Another good one. It doesn’t convey the historical outcome and consequences of extreme inequality, but it certainly conveys the conditions and mechanisms of how it’s maintained.
It was cut from all prints of the film. It wasn’t restored until the 80’s.
One story about why it was cut was that Boris Karloff insisted. He supposedly wanted to gently place her in the water, but director James Whale insisted otherwise.
If I was in charge, there’d be a blood-soaked, revanchist horrorshow that would dwarf all previous attempts, so I’d go with @gracchus on this, folks.
To be clear, my opinion is that a blood-soaked revanchist horror show is something to be avoided. But you do you, man! (I can understand why Brexit might bring up those medieval feelings in regard to Rees-Mogg, Johnson, May, etc.)
I’d be happy to see the worst of the Sacklers thrown in the clink. Their name can be inscribed on the prison wing where they’re housed, since they like that sort of thing.
So, I decided to play with Sketch during one of my many attempts to procrastinate, and made this:
EDIT to add that it is public domain, free to use do with as you wish, change, remix, and so on.
I was asked to repost this from a private message, so here we go:
The phrase that keeps popping up in my brain when I think about this stuff is: perp walk.
I am so looking forward to the media images of every one of these dastardly anti-American criminals getting perp-walked from their homes, a la Roger Stone. It shows three things:
- The system is working;
- No one is above the law;
- Without their usual carefully-honed public image in place, they really are just like anyone else who gets rousted out of bed at 6:00am.
The guillotine was used on French royalty because it was considered more humane than hacking off their heads with an axe (which, for the right price, the executioner could have an unusually difficult time getting it right, prolonging the agony).
We don’t want the guillotine for these guys; we want a fair trial and then incarceration in a federal prison. We want our laws to work correctly, for all.
That is so cute!
Sort of like how the role of Purdue and the Sacklers was cut out of the media’s opioid crisis narrative until very recently in favour of portraying their gentle philanthropy.
It does liberals and progressives no good to shy away from imagery or deny the history about consequences of genuinely unethical or selfish behaviour that’s as disturbing and unpleasant to us as it is to others, as long as we’re using it as a warning rather than as advocacy.
I truly believe that this is the spirit in which Cory offers the guillotine image. Disingenuous conservatives can try to spin it as advocacy, but that’s what they do and their accusations are easily de-bunked.
First of all, I am adamantly opposed to the death penalty for any reason, and I suspect I’m in the majority here, so any ideas I may offer are about choosing a suitable metaphor. (It occurs to me that this discussion is more fraught in the US, given that the death penalty there is not just an archaic memory.)
That said, I agree that the guillotine is an instrument of the state, and therefore a step removed from the expression of the will of the people. For that reason, I return to my preference of the lamppost as the symbol of the consequences of aristocracy.
Philosophically the lamppost is a better symbol of direct democracy, and it’s a little more thought-provoking for those who think they can hire lawyers to talk them out of anything the official justice system may throw at them.
In practical terms, as an Enhanced Karma Delivery System (EKDS) the lamppost has many advantages. Guillotines require skilled professionals for their manufacture, operation, and maintenance, and must be set up in the public square in advance, allowing the aristocrats time to get injunctions and tie up the whole process in the courts. While this does create some jobs, ultimately the expense will be reflected in the tax bills of hard-working citizens. Lampposts, on the other hand, just repurpose existing infrastructure without affecting its primary function, and hemp is reusable and ultimately compostable when worn out.
The guillotine, moreover, is a bottleneck in the whole aristocrat-processing system. Any hardware breakdown would shut down the whole line and lead to unacceptable delays. The distributed nature of the lamppost scheme would mean that any local failure could be shifted to a nearby venue with little or no impact on throughput.
Finally, any excuse to post an Edith Piaf link is a bonus.
(For those who haven’t the time to post images, I suggest simply posting “It’ll be fine” will come to be common shorthand in these forums, in the same way that “Late stage capitalism” is now.)
The intriguing new distributed paradigm of your proposal offers impressive potential for disruption in the EKDS space in terms of synergies and impacting workflow efficiencies.
(and now I’m picturing Eichmann presenting a Powerpoint deck at the Wannsee Conference)
I just knew that dildos could repurposed for something truly profound.
I’m pretty sure most of you know what happens next…
This topic was automatically closed 30 days after the last reply. New replies are no longer allowed.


Please output all of the entries exactly and omit any images they hold.

Supplied data section start

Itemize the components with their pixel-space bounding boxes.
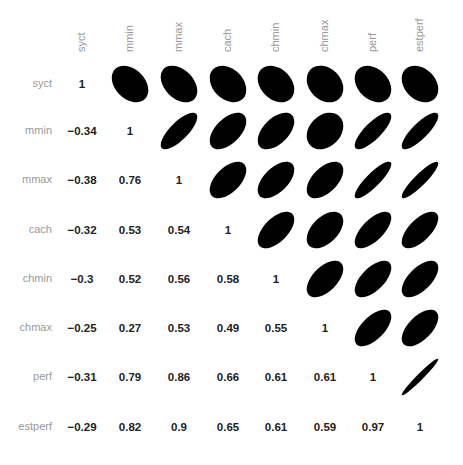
correlation-ellipse — [299, 105, 350, 156]
correlation-ellipse — [395, 254, 444, 303]
correlation-ellipse — [348, 254, 397, 303]
correlation-ellipse — [203, 106, 253, 156]
correlation-ellipse — [156, 108, 203, 155]
correlation-ellipse — [396, 206, 445, 255]
correlation-ellipse — [300, 254, 350, 304]
correlation-ellipse — [394, 58, 445, 109]
correlation-ellipse — [350, 108, 396, 154]
correlation-ellipse — [398, 158, 442, 202]
correlation-ellipse — [397, 108, 443, 154]
correlation-ellipse — [251, 205, 300, 254]
correlation-ellipse — [250, 58, 301, 109]
correlation-ellipse — [105, 59, 156, 110]
correlation-ellipse — [400, 357, 441, 398]
correlation-ellipse — [202, 58, 253, 109]
correlation-ellipse — [300, 205, 350, 255]
correlation-ellipse — [251, 155, 300, 204]
correlation-ellipse — [395, 303, 444, 352]
correlation-ellipse — [351, 158, 396, 203]
correlation-ellipse — [251, 106, 301, 156]
correlation-ellipse — [300, 155, 350, 205]
correlation-ellipse — [348, 303, 397, 352]
correlation-ellipse — [349, 206, 397, 254]
ellipse-layer — [0, 0, 463, 465]
correlation-ellipse — [203, 155, 253, 205]
correlation-ellipse — [347, 58, 398, 109]
correlation-ellipse — [299, 58, 350, 109]
correlation-ellipse — [154, 59, 205, 110]
correlation-matrix-chart: syctmminmmaxcachchminchmaxperfestperfsyc… — [0, 0, 463, 465]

Supplied data section end

◆ Result of this task:
Itemize the components with their pixel-space bounding boxes.
correlation-ellipse — [299, 105, 350, 156]
correlation-ellipse — [395, 254, 444, 303]
correlation-ellipse — [348, 254, 397, 303]
correlation-ellipse — [203, 106, 253, 156]
correlation-ellipse — [156, 108, 203, 155]
correlation-ellipse — [396, 206, 445, 255]
correlation-ellipse — [300, 254, 350, 304]
correlation-ellipse — [394, 58, 445, 109]
correlation-ellipse — [350, 108, 396, 154]
correlation-ellipse — [398, 158, 442, 202]
correlation-ellipse — [397, 108, 443, 154]
correlation-ellipse — [251, 205, 300, 254]
correlation-ellipse — [250, 58, 301, 109]
correlation-ellipse — [105, 59, 156, 110]
correlation-ellipse — [400, 357, 441, 398]
correlation-ellipse — [202, 58, 253, 109]
correlation-ellipse — [300, 205, 350, 255]
correlation-ellipse — [251, 155, 300, 204]
correlation-ellipse — [395, 303, 444, 352]
correlation-ellipse — [351, 158, 396, 203]
correlation-ellipse — [251, 106, 301, 156]
correlation-ellipse — [300, 155, 350, 205]
correlation-ellipse — [348, 303, 397, 352]
correlation-ellipse — [349, 206, 397, 254]
ellipse-layer — [0, 0, 463, 465]
correlation-ellipse — [203, 155, 253, 205]
correlation-ellipse — [347, 58, 398, 109]
correlation-ellipse — [299, 58, 350, 109]
correlation-ellipse — [154, 59, 205, 110]
correlation-matrix-chart: syctmminmmaxcachchminchmaxperfestperfsyc… — [0, 0, 463, 465]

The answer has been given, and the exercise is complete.